Tuesday, March 27, 2018

More Isn’t Always Better… The Digital Information Overload

Originally published by Stacey E Burke Blog.

Between blog posts, content marketing, social media platforms, online advertising, email, and text messages, there are more ways to communicate digitally than ever before. Constantly communicating with your clients or referral base is incredibly easy in today’s digital age, but it’s also easy to overdo it. While keeping website content and postings fresh is important, make sure you don’t alienate your followers with information overload. Below are recommendations for how often your firm should post or share content on a variety of platforms, including a few tips and tricks for each.

Blog Posts

Keeping your website fresh with new content is important. A blog is a great platform for establishing the firm’s authority on legal topics related to your practice areas, and Google prefers websites with regular updates. Blog posts are your digital workhorses, too. Once written and posted, they can be repurposed across a variety of mediums, including sharing them on social media channels and featuring them in your e-newsletters.

Blog posts need to be written with a minimum of 350 to 400 words to have any value for SEO purposes. And your posts should always, always, always be original content. Google absolutely despises duplicative content, and your website will suffer its wrath if you reuse content found elsewhere online.

If your firm’s website doesn’t have built-in blogging functionality, you can add content pages instead. These additional content pages are not always navigable via the main menu bar; instead, they are most often accessible when a user clicks on a link embedded on another page. For instance, below is a main practice area content page about drunk driving. An additional interior content page about wrong way accidents was written and is only accessible via the link embedded in the content of this page (the red text) – NOT via the main navigation.

Posting Frequency Recommendation:
One blog post or interior content page per week

Social Media

Facebook

As Digital Marketing expert Neil Patel says, “If you post too infrequently, your audience will forget that you exist and you will quickly fade into the deep dark recesses of their minds. However, if you are posting too often, you will become a complete nuisance and they will dread seeing your posts overcrowding their feed.”

Research shows consumers don’t want to see businesses and companies taking over their newsfeeds, and will start to penalize Pages for over-posting by no longer engaging with the content. Hubspot found companies with fewer than 10,000 followers that post on Facebook more than twice a day received 60% fewer clicks per post than those who post five or fewer times per month.

Posting Frequency Recommendation:
At least once per week and no more than three times per week

Twitter

Tweets have a much shorter lifespan than any other form of digital content. With most tweets lasting around just 15 minutes, Twitter is the one place where more can actually be better. But because of the abbreviated life cycle of a tweet, it’s easy to repurpose material, reposting it at different times to reach a wider audience.

Posting Frequency Recommendation:
At least twice per day and no more than 10 times per day

LinkedIn

As the professional networking social channel, posts to LinkedIn should contain only legal industry information. While Facebook is a great platform to humanize your firm with human-interest posts, LinkedIn is NOT the place to share that type of content. Keep it strictly professional here.

Posting Frequency Recommendation:
Once per week and no more than two times per week

E-Newsletters

Email is the cornerstone of office communication in this day and age, with 86% of professionals naming email as their preferred means of communication. Estimates suggest the average office worker receives 121 emails per day. With all of those emails hitting your inbox everyday, your instinct might be to send more e-newsletters in the hopes of making your content seen.

Unfortunately, sending too many emails will have the exact opposite effect. In fact, 69% of recipients unsubscribe due to “too many emails.” Instead of bombarding your subscribers every two weeks in the hopes of capturing their attention, instead focus on the quality of the content, the design of the newsletter, and whether or not you are providing answers or information relevant to the recipients.

Sending Frequency Recommendation:
No more than once per month, and we prefer once per quarter for law firms

Remember: Quality Over Quantity

Most digital media consumers are savvy enough to navigate the online waters, and with so many voices competing for attention, they are searching for better quality material rather than mass quantities of sub-par material. Inundating consumers is not the way to get their attention… and will only succeed at alienating the very people you are trying to attract. Following two simple rules will ensure your followers stay engaged: make sure the content your law firm shares is high quality, and avoid the urge to “over share.”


● **Assignment**
Bring together all lines from the listing below that contain the string "curve".

● **Source material**
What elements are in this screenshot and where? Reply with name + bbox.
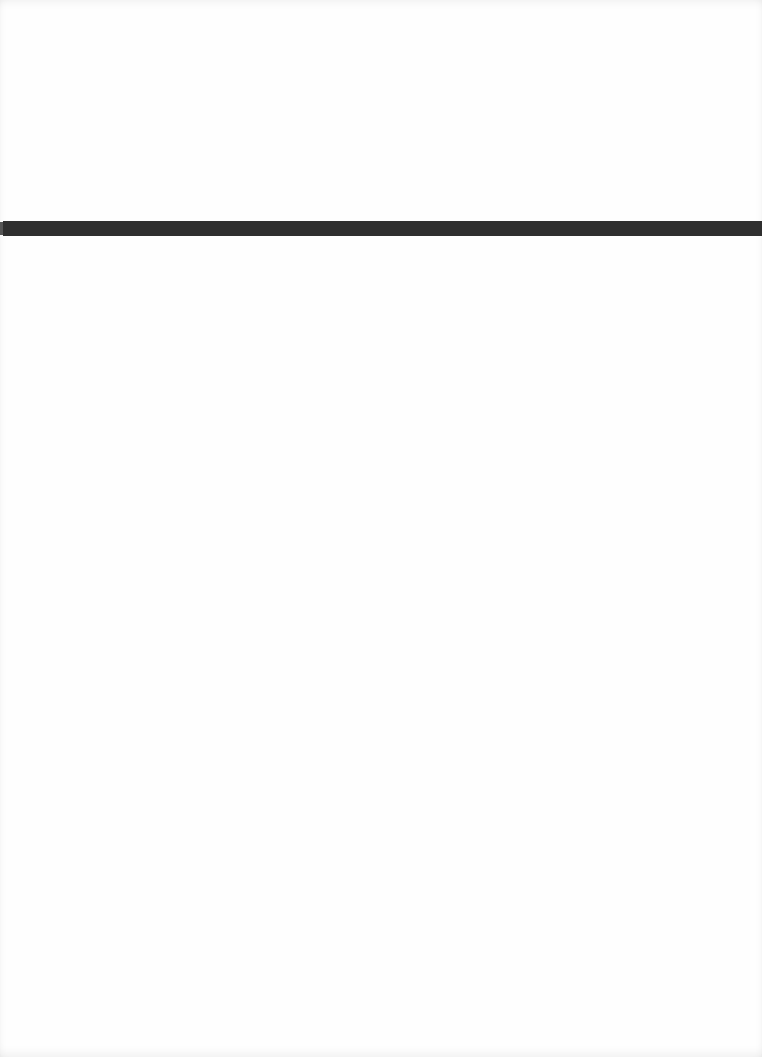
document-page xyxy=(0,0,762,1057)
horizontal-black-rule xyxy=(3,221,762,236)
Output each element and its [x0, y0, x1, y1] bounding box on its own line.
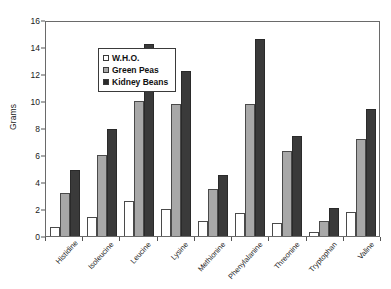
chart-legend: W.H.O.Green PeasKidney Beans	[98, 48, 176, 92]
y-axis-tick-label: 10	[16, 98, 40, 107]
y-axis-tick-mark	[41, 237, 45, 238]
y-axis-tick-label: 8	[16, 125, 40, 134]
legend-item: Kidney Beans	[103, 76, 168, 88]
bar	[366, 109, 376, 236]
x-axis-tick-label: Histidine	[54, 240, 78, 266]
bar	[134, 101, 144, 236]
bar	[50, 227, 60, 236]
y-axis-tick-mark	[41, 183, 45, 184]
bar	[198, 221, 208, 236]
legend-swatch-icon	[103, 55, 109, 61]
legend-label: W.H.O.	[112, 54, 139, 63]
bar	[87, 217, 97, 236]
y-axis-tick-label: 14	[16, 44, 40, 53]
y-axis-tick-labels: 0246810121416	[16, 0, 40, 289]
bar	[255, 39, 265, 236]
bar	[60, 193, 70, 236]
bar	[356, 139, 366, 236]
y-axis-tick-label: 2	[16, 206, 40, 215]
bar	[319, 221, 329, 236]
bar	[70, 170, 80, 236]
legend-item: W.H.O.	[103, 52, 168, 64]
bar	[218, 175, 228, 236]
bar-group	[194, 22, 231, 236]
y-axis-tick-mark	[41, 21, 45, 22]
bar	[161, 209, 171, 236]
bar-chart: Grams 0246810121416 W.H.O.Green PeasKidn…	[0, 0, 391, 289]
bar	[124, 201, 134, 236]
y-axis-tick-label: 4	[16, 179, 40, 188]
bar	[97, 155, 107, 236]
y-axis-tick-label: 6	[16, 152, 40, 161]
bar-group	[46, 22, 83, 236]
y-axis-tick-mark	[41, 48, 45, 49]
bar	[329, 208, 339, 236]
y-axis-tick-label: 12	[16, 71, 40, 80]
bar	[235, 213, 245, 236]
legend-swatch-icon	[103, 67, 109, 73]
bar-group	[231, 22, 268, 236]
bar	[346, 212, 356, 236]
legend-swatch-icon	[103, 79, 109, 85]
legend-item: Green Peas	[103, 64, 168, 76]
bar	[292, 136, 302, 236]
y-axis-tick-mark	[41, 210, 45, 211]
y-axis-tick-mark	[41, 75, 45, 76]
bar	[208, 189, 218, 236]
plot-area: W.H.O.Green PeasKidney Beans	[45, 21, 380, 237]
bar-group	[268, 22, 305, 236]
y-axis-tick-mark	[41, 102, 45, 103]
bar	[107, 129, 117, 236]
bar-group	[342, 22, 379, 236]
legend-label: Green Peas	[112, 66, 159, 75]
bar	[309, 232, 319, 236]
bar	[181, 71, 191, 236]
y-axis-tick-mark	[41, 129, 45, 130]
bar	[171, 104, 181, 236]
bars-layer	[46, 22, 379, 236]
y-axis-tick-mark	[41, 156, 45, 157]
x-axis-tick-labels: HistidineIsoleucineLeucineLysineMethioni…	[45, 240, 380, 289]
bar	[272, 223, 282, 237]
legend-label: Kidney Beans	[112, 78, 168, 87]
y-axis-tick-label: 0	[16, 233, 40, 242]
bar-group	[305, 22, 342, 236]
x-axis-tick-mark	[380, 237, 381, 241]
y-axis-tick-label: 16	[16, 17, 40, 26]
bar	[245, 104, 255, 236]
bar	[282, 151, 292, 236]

--

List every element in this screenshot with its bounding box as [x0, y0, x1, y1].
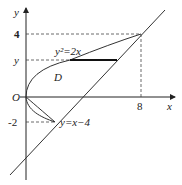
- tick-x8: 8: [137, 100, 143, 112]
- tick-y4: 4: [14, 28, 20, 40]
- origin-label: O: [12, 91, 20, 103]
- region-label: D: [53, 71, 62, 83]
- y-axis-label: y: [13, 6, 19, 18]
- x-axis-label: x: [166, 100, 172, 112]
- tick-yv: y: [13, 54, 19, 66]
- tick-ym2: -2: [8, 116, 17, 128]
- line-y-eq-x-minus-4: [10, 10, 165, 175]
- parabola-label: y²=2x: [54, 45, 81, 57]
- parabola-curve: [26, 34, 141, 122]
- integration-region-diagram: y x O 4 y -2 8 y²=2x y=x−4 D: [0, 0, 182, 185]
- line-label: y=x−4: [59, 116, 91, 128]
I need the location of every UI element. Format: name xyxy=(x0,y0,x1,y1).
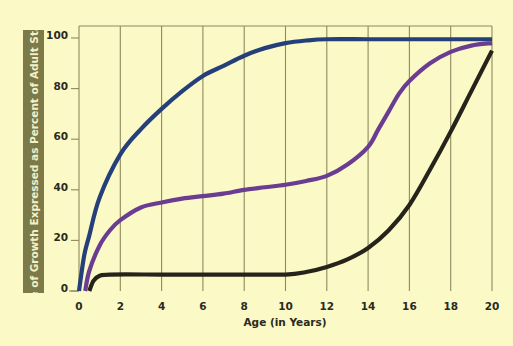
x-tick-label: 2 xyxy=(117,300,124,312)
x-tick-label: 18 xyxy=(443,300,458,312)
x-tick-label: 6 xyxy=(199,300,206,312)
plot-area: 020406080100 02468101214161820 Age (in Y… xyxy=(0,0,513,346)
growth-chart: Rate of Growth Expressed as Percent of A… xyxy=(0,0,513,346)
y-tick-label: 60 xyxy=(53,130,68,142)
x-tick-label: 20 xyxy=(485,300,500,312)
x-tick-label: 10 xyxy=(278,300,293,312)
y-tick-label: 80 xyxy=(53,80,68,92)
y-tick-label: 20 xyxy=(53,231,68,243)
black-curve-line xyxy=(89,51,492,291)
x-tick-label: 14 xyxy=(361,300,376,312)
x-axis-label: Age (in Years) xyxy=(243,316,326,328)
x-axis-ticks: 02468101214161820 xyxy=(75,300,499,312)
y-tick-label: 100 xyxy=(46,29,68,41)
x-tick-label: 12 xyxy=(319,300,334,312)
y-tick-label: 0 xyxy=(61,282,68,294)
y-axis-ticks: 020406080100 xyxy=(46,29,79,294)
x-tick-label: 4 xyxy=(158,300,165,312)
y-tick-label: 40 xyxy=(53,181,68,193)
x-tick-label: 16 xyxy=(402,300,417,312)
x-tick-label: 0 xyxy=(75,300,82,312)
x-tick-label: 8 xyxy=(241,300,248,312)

● **Result of this exercise**
- parabola-curve: [26, 34, 141, 122]
black-curve-line xyxy=(89,51,492,291)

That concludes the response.